Abstract

The conception of nature underwent a dramatic transformation during the eighteenth century. The rise of consumer culture transformed the natural world, be it a fashionable picturesque site, a landscape garden or landscape painting, into an object of consumption.1 Nature was increasingly seen as a locale for relief and regeneration, as an antidote to the rapid industrialisation and capitalisation of the world. Not surprisingly, such familiar terms as ‘nature-lover’ and ‘nature poetry’ date from the late eighteenth century.2 Nature turned into an object of aesthetic pleasure, or more precisely, of conspicuous aesthetic consumption.
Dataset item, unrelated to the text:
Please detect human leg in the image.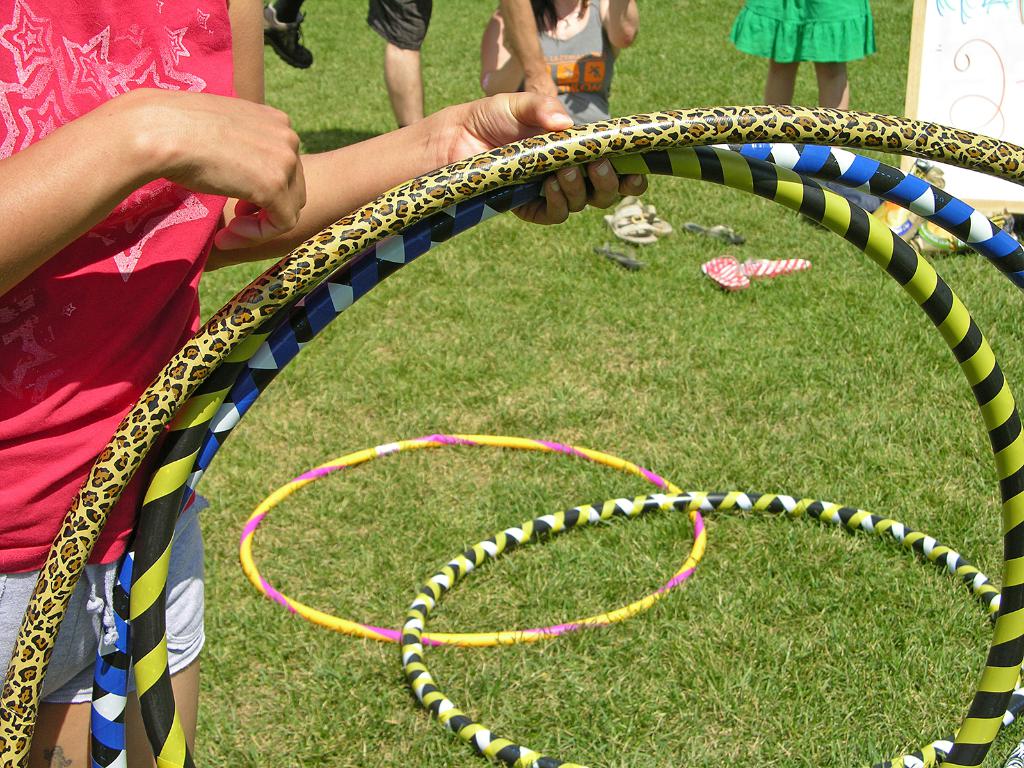
box=[262, 0, 312, 68].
One aspect of this phenomenon was an increasingidealisation of ‘unspoiled nature’ in the second half of the century. It was duringthis period that the view of the Alps was dramatically transformed from hideous heaps into sublime mountains.3 The writings of Edmund Burke and William Gilpin were hugely influential in establishing the taste for appreciatingnatural landscape.4 Such aesthetic categories as the sublime, the beautiful and the picturesque not only became the fashionable topics of the day, but actually encouraged and enticed people to travel in order to experience nature in an original and elemental state. Towards the end of the century, more and more people went on a tour to see sublime or picturesque sites ± if not the Alps, then attractions closer to home, such as the Lake District, the Wye Valley and South Wales, the Scottish Highlands, North Wales and the New Forest.5 The rise and rise of consumer culture enabled middleclass people to become mobile, in every sense of the word. Their passion for picturesque tours was one aspect of the bourgeois culture of affluence.KeywordsParadise LostEnglish PoetryAesthetic PleasureGrand TourEnglish PoetThese keywords were added by machine and not by the authors. This process is experimental and the keywords may be updated as the learning algorithm improves.